“Is that you, ma’am?” asked Tabitha’s pleasant voice, while Tabitha’s substantial soles made themselves audible upon the gravel path. “I was beginning to get fidgety about you.”
“Good night,” said Isola, shortly, as she passed through the gate.
It shut with a sharp little click of the latch, and she vanished among the laurels and arbutus. He heard her voice and Tabitha’s as they walked towards the house in friendly conversation, mistress and maid.
There was a great over-blown Dijon rose nodding its heavy head over the fence. Roses linger so late in that soft western air. Lostwithiel plucked the flower, and pulled off its petals one by one as he walked towards the village street.
“Will she go—will she stay—go—stay—go—stay?” he muttered, as the petals fluttered to the ground.
“Go! Yes, of course she will go,” he said to himself as the last leaf fell. “Does it need ghost from the grave or rose from the garden to tell me that?”
“DREAMING, SHE KNEW IT WAS A DREAM.”
Isola and Lostwithiel met a good many times after that walk through the autumn mists. She tried her utmost to avoid him. She went for fewer walks than of old; nay, she chiefly confined her perambulations to those domestic errands which Tabitha imposed upon her, and such afternoon visits as she felt it incumbent upon her to pay, in strict return for visits paid to her. Major Disney had begged her to be exact in such small ceremonies, and to keep upon the best possible terms with his friends. “I love every soul in the place, for old sake’s sake,” he told her; and for old sake’s sake Isola had to cultivate the people her husband had known all his life.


* **Activity**
Find and copy each line in the material below where the string "orientation" occurs.

* **Entries supplied**
============

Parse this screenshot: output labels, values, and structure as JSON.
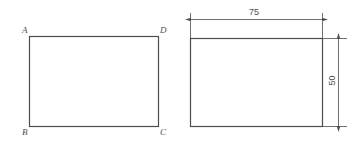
{
  "drawing": {
    "title": "Rectangle with vertex labels and dimensioned rectangle",
    "background_color": "#ffffff",
    "line_color": "#4d4d4d",
    "text_color": "#4d4d4d"
  },
  "left_figure": {
    "name": "labeled-rectangle",
    "vertices": {
      "top_left": "A",
      "top_right": "D",
      "bottom_left": "B",
      "bottom_right": "C"
    },
    "geometry": {
      "x": 29,
      "y": 36,
      "width": 129,
      "height": 90
    }
  },
  "right_figure": {
    "name": "dimensioned-rectangle",
    "geometry": {
      "x": 190,
      "y": 38,
      "width": 132,
      "height": 88
    },
    "dimensions": [
      {
        "id": "width-dimension",
        "value": "75",
        "orientation": "horizontal",
        "position": "above"
      },
      {
        "id": "height-dimension",
        "value": "50",
        "orientation": "vertical",
        "position": "right"
      }
    ]
  }
}
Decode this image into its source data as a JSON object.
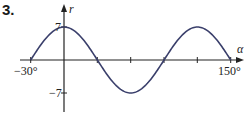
{
  "problem_number": "3.",
  "chart_data": {
    "type": "line",
    "title": "",
    "xlabel": "α",
    "ylabel": "r",
    "function": "r = 7cos(3α)",
    "x": [
      -30,
      -15,
      0,
      15,
      30,
      45,
      60,
      75,
      90,
      105,
      120,
      135,
      150
    ],
    "values": [
      0,
      4.95,
      7,
      4.95,
      0,
      -4.95,
      -7,
      -4.95,
      0,
      4.95,
      7,
      4.95,
      0
    ],
    "xlim": [
      -30,
      150
    ],
    "ylim": [
      -7,
      7
    ],
    "x_tick_labels": [
      "-30°",
      "150°"
    ],
    "x_ticks": [
      -30,
      0,
      30,
      60,
      90,
      120,
      150
    ],
    "y_tick_labels": [
      "7",
      "-7"
    ],
    "grid": false,
    "line_color": "#3a3f6b"
  },
  "labels": {
    "x_axis": "α",
    "y_axis": "r",
    "x_min": "−30°",
    "x_max": "150°",
    "y_max": "7",
    "y_min": "−7"
  }
}
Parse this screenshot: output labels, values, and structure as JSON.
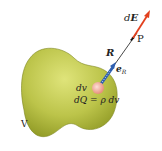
{
  "diagram": {
    "colors": {
      "volume_fill_light": "#d6dc6a",
      "volume_fill_dark": "#8f9a22",
      "volume_edge": "#6f7818",
      "charge_element": "#f0a898",
      "unit_vector": "#2e5fb0",
      "field_vector": "#e2401e",
      "line": "#333333",
      "text": "#222222"
    },
    "labels": {
      "volume": "V",
      "volume_element": "dv",
      "charge_element": "dQ = ρ dv",
      "distance_vector": "R",
      "unit_vector_base": "e",
      "unit_vector_sub": "R",
      "field_point": "P",
      "field_element_d": "d",
      "field_element_E": "E"
    }
  }
}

============

* **Exercise solution**
        "orientation": "horizontal",
        "orientation": "vertical",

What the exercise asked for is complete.